Work request:
Go through the entries below and print each one exactly, leaving out pictures.

Materials provided:
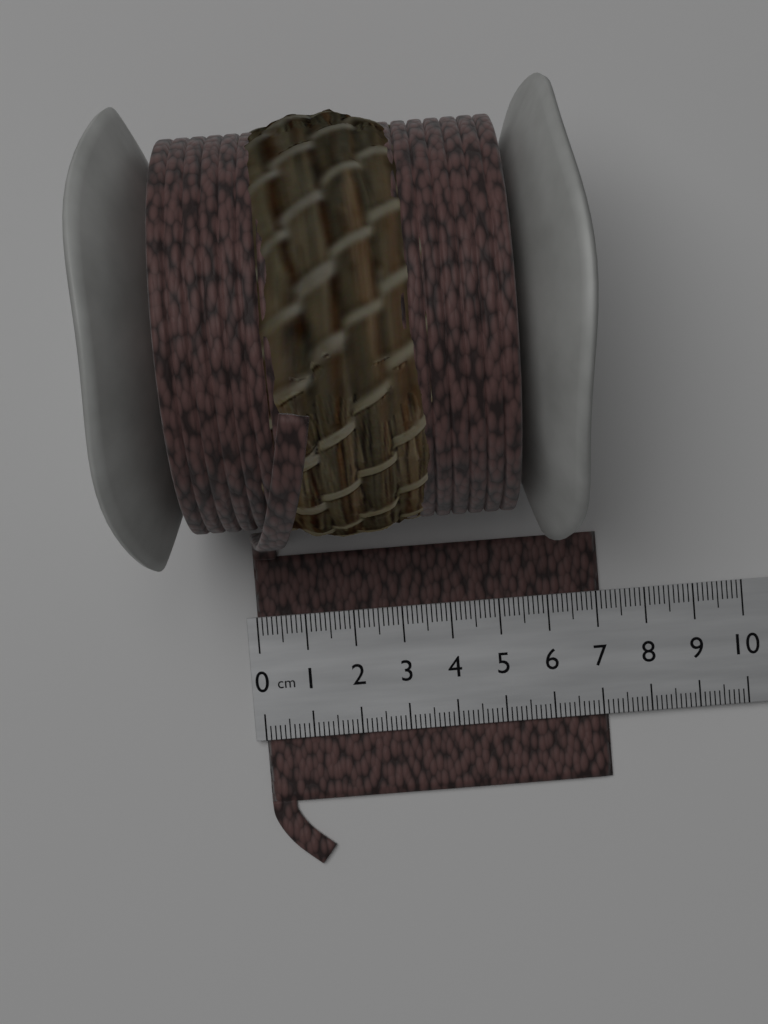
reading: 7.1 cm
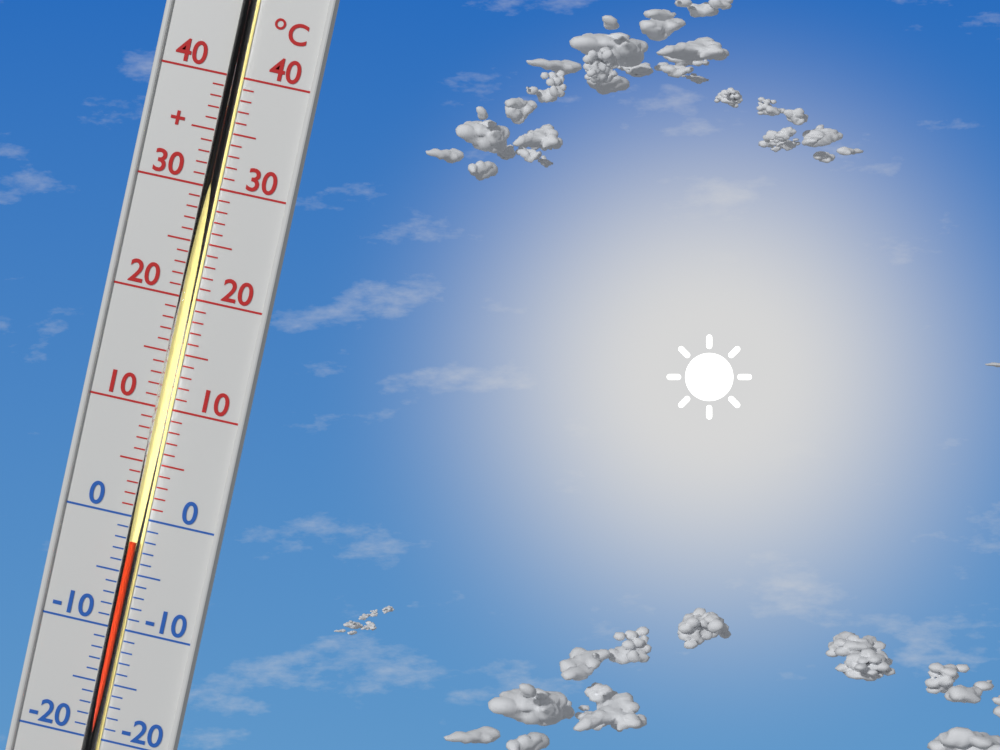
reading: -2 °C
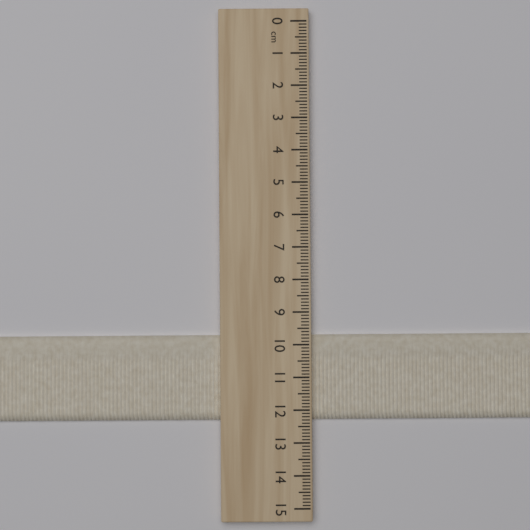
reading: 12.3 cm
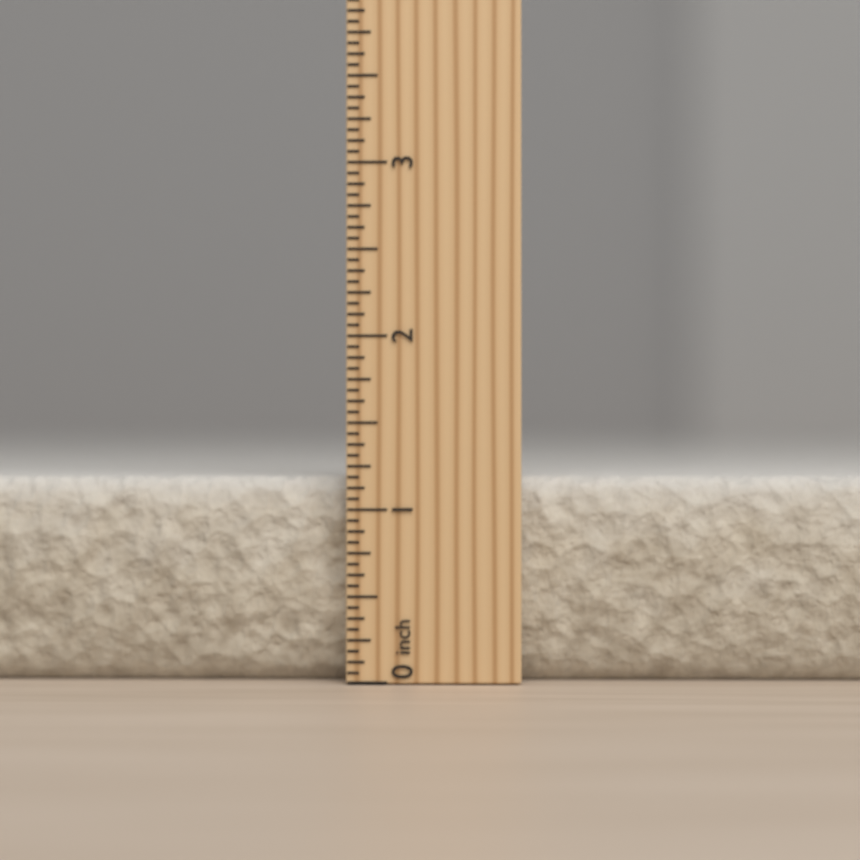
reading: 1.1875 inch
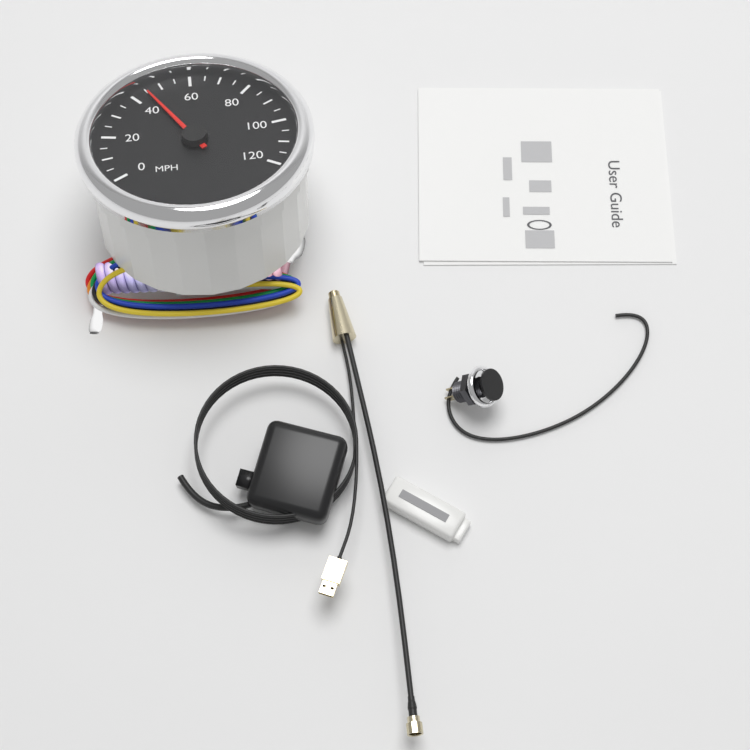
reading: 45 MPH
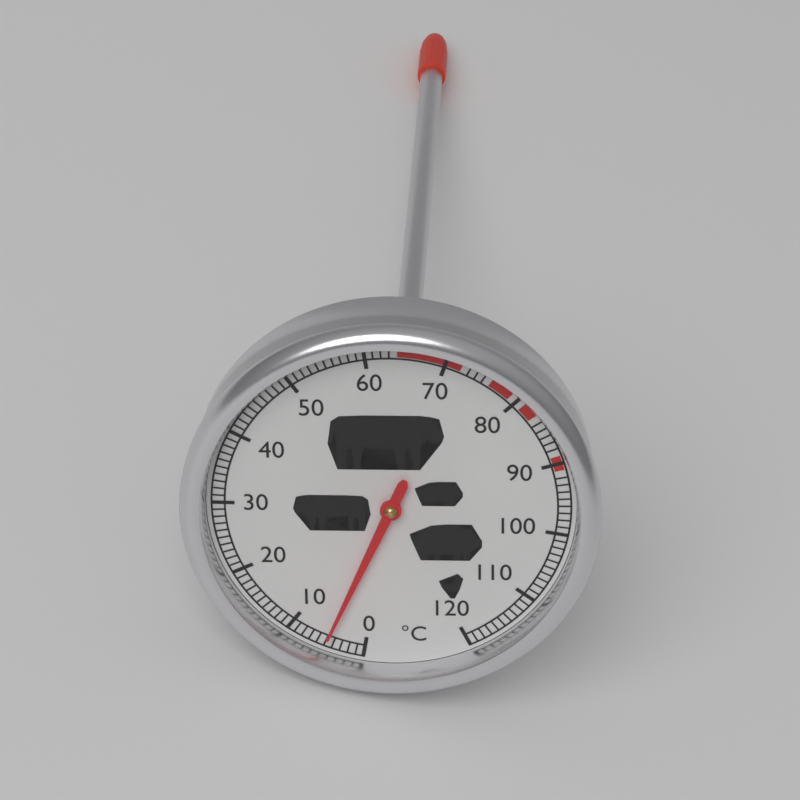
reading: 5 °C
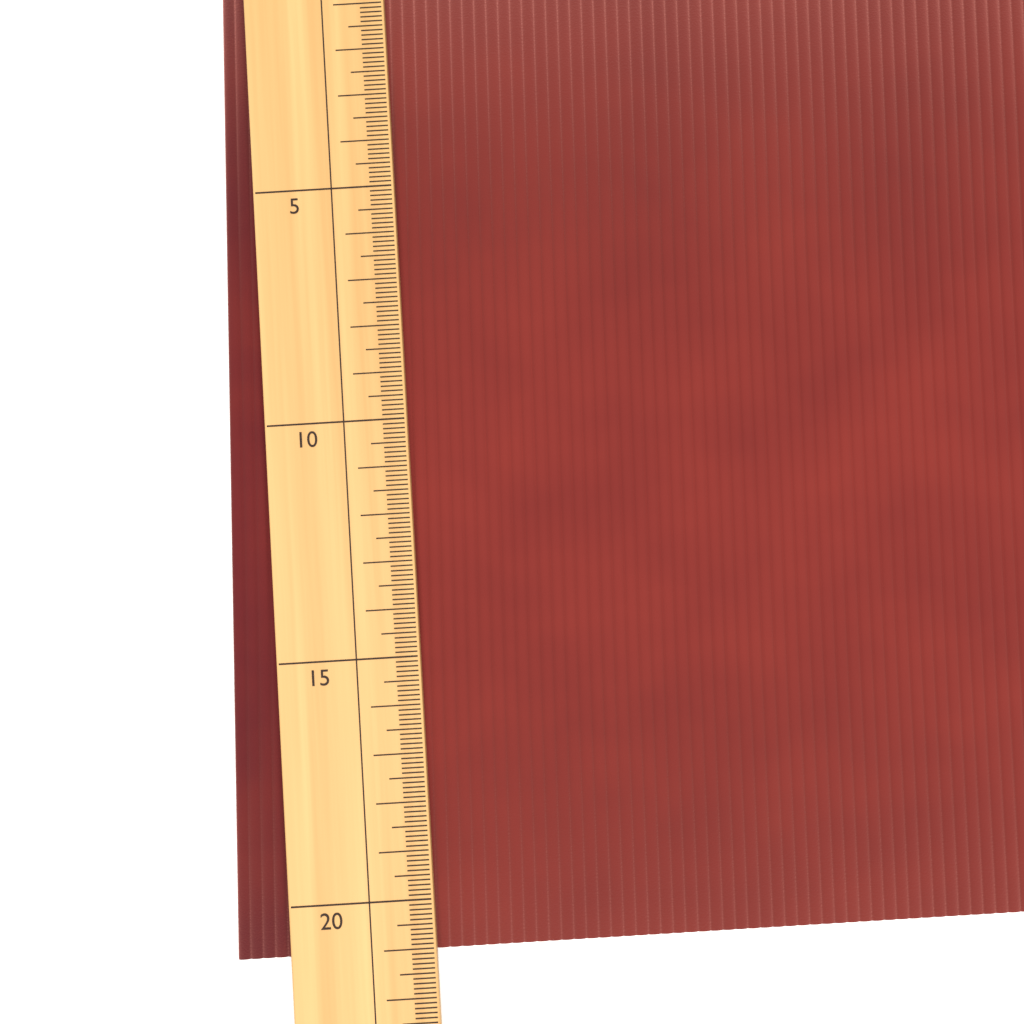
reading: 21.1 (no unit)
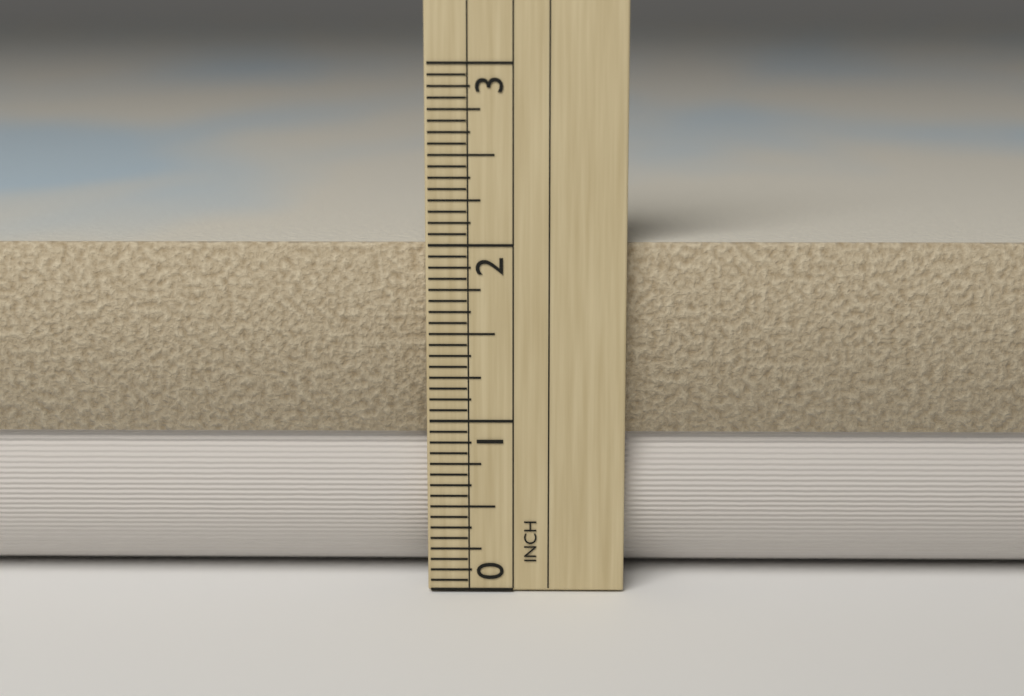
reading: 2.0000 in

Answer section:
reading: 7.1 cm
reading: -2 °C
reading: 12.3 cm
reading: 1.1875 inch
reading: 45 MPH
reading: 5 °C
reading: 21.1 (no unit)
reading: 2.0000 in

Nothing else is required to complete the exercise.